MANCHESTER International Festival isn’t the
only one in the coming week – not for lovers of opera, books and classical
music, anyway.
There’s also Buxton Festival, which begins
its three-week, event-packed programme on July 10 with a gala concert.
Artistic director Stephen Barlow, a major
opera and orchestral conductor, and brings his wide range of sympathies to
Buxton – and his extensive network of top classical musicians.
“What we aim to do is to provide, day after
day, from 9am to sometimes nearly midnight, a variety of what are called ‘the
high arts’,” he says.
“The real point about what we do is that
everything is new, all the time.
“You’ll see some works you’ve only heard
about, and some you may know reasonably well, but everything is fresh minted
for the event.”
His opera programme this year includes an
early work by Verdi, Giovanna d’Arco (with Kate Ladner, who scored a big
success in last year’s Otello by Rossini, in the title role), and Donizetti’s
Lucia di Lammermoor. Both are staged by the festival itself, and there’s a
concert version of Louise, by Charpentier. Stephen Barlow conducts the last
two, and Stuart Stratford, recently appointed music director of Scottish Opera,
the first. Giovanna d’Arco (opening July 11) is directed by Covent
Garden favourite Elijah Moshinsky – ‘the most experienced Verdi
director alive today’, as Barlow describes him. “He’s chosen to come to Buxton
for the same reason I love conducting here,” he says. “The theatre acoustic is
wonderful, and it’s a perfect stage for opera as drama.”

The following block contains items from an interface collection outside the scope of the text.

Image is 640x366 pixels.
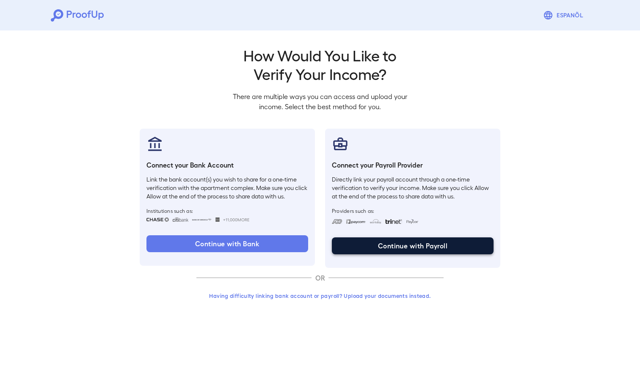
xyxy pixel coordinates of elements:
img: citibank.svg [172,217,188,222]
img: wellsfargo.svg [215,217,220,222]
img: bankAccount.svg [146,135,163,152]
h6: Connect your Payroll Provider [332,160,493,170]
p: There are multiple ways you can access and upload your income. Select the best method for you. [226,91,414,112]
img: workday.svg [369,219,382,224]
h6: Connect your Bank Account [146,160,308,170]
img: paycom.svg [346,219,366,224]
span: Institutions such as: [146,207,308,214]
button: Continue with Bank [146,235,308,252]
img: chase.svg [146,217,169,222]
img: adp.svg [332,219,342,224]
img: trinet.svg [385,219,402,224]
span: Providers such as: [332,207,493,214]
img: payrollProvider.svg [332,135,349,152]
p: OR [311,273,328,283]
p: Directly link your payroll account through a one-time verification to verify your income. Make su... [332,175,493,200]
p: Link the bank account(s) you wish to share for a one-time verification with the apartment complex... [146,175,308,200]
button: Espanõl [539,7,589,24]
img: paycon.svg [405,219,418,224]
img: bankOfAmerica.svg [192,217,212,222]
h2: How Would You Like to Verify Your Income? [226,46,414,83]
button: Continue with Payroll [332,237,493,254]
span: +11,000 More [223,216,249,223]
button: Having difficulty linking bank account or payroll? Upload your documents instead. [196,288,443,303]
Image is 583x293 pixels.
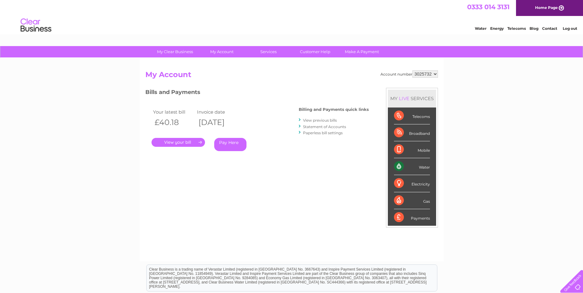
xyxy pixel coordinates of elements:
[152,138,205,147] a: .
[196,116,240,129] th: [DATE]
[490,26,504,31] a: Energy
[145,88,369,99] h3: Bills and Payments
[394,209,430,226] div: Payments
[542,26,557,31] a: Contact
[243,46,294,57] a: Services
[20,16,52,35] img: logo.png
[150,46,200,57] a: My Clear Business
[152,116,196,129] th: £40.18
[290,46,341,57] a: Customer Help
[467,3,510,11] a: 0333 014 3131
[388,90,436,107] div: MY SERVICES
[475,26,487,31] a: Water
[196,46,247,57] a: My Account
[303,125,346,129] a: Statement of Accounts
[394,192,430,209] div: Gas
[398,96,411,101] div: LIVE
[394,125,430,141] div: Broadband
[394,158,430,175] div: Water
[303,118,337,123] a: View previous bills
[530,26,539,31] a: Blog
[196,108,240,116] td: Invoice date
[147,3,437,30] div: Clear Business is a trading name of Verastar Limited (registered in [GEOGRAPHIC_DATA] No. 3667643...
[394,175,430,192] div: Electricity
[214,138,247,151] a: Pay Here
[299,107,369,112] h4: Billing and Payments quick links
[381,70,438,78] div: Account number
[394,141,430,158] div: Mobile
[563,26,577,31] a: Log out
[145,70,438,82] h2: My Account
[152,108,196,116] td: Your latest bill
[508,26,526,31] a: Telecoms
[303,131,343,135] a: Paperless bill settings
[394,108,430,125] div: Telecoms
[337,46,387,57] a: Make A Payment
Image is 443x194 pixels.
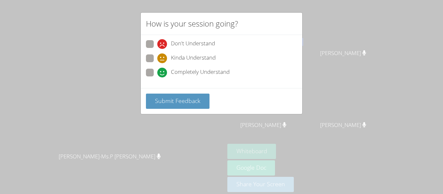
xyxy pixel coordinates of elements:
button: Submit Feedback [146,94,209,109]
h2: How is your session going? [146,18,238,30]
span: Completely Understand [171,68,230,77]
span: Submit Feedback [155,97,200,105]
span: Don't Understand [171,39,215,49]
span: Kinda Understand [171,53,216,63]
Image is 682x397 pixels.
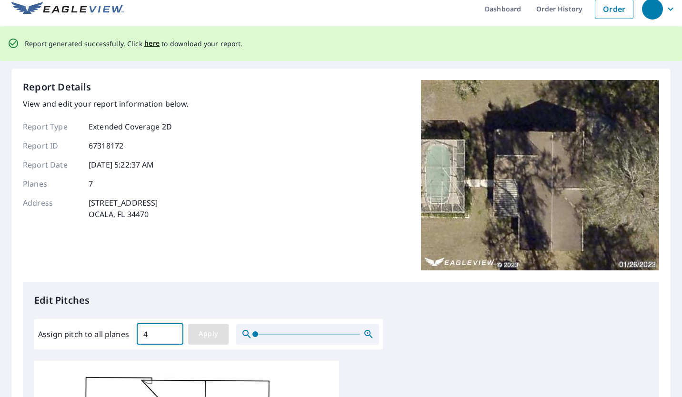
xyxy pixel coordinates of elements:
p: 7 [89,178,93,190]
p: Report Type [23,121,80,132]
p: [STREET_ADDRESS] OCALA, FL 34470 [89,197,158,220]
p: Address [23,197,80,220]
input: 00.0 [137,321,183,348]
p: View and edit your report information below. [23,98,189,110]
img: EV Logo [11,2,124,16]
p: Report Details [23,80,91,94]
p: 67318172 [89,140,123,151]
button: here [144,38,160,50]
p: Edit Pitches [34,293,648,308]
p: Report ID [23,140,80,151]
p: Planes [23,178,80,190]
label: Assign pitch to all planes [38,329,129,340]
p: [DATE] 5:22:37 AM [89,159,154,171]
p: Extended Coverage 2D [89,121,172,132]
span: Apply [196,328,221,340]
img: Top image [421,80,659,271]
p: Report generated successfully. Click to download your report. [25,38,243,50]
button: Apply [188,324,229,345]
p: Report Date [23,159,80,171]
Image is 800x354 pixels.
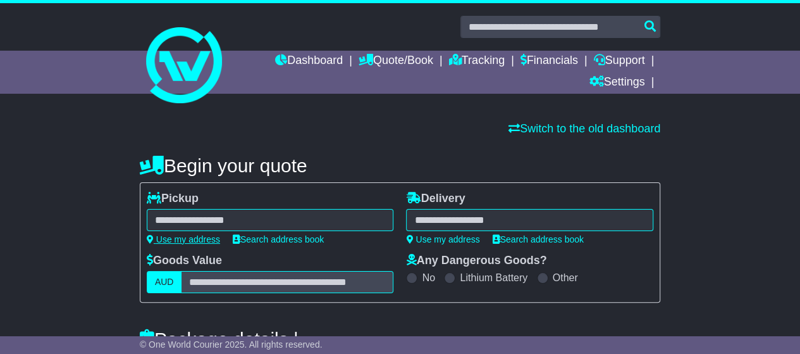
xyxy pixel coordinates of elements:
[422,271,435,283] label: No
[140,155,660,176] h4: Begin your quote
[406,234,480,244] a: Use my address
[140,339,323,349] span: © One World Courier 2025. All rights reserved.
[406,254,547,268] label: Any Dangerous Goods?
[509,122,660,135] a: Switch to the old dashboard
[367,335,388,349] label: lb/in
[460,271,528,283] label: Lithium Battery
[593,51,645,72] a: Support
[275,51,343,72] a: Dashboard
[147,254,222,268] label: Goods Value
[233,234,324,244] a: Search address book
[359,51,433,72] a: Quote/Book
[147,192,199,206] label: Pickup
[589,72,645,94] a: Settings
[140,328,299,349] h4: Package details |
[147,234,220,244] a: Use my address
[553,271,578,283] label: Other
[449,51,505,72] a: Tracking
[314,335,345,349] label: kg/cm
[493,234,584,244] a: Search address book
[406,192,465,206] label: Delivery
[147,271,182,293] label: AUD
[521,51,578,72] a: Financials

The tenor lead is sung by young Briton Ben
Johnson, who Barlow predicts will make this the springboard to a very big
career.
Donizetti’s version of Sir Walter Scott’s
highland story, Lucia di Lammermoor, opens on July 12 and is, Barlow says,
‘perfect for this theatre’. Soprano Elin Pritchard makes her debut in the title
role, and tenor Adriano Graziani is debuting as Edgardo. Familiar names Stephen
Gadd, Bonaventura Bottone and Andrew Greenan are also in the cast.
And Louise (opening July 16) is ‘a
to-die-for French romantic opera’, says Barlow. “It’s about Paris in the era of the ‘bohemians’ – full of
tragedy, romance and the most beautiful music.”
That’s not all there is to Buxton en fête, of
course – the English Consort present their staging of Purcell’s Dido And Aeneas
(opens July 13), alongside a huge variety of concerts and recitals. Check it out.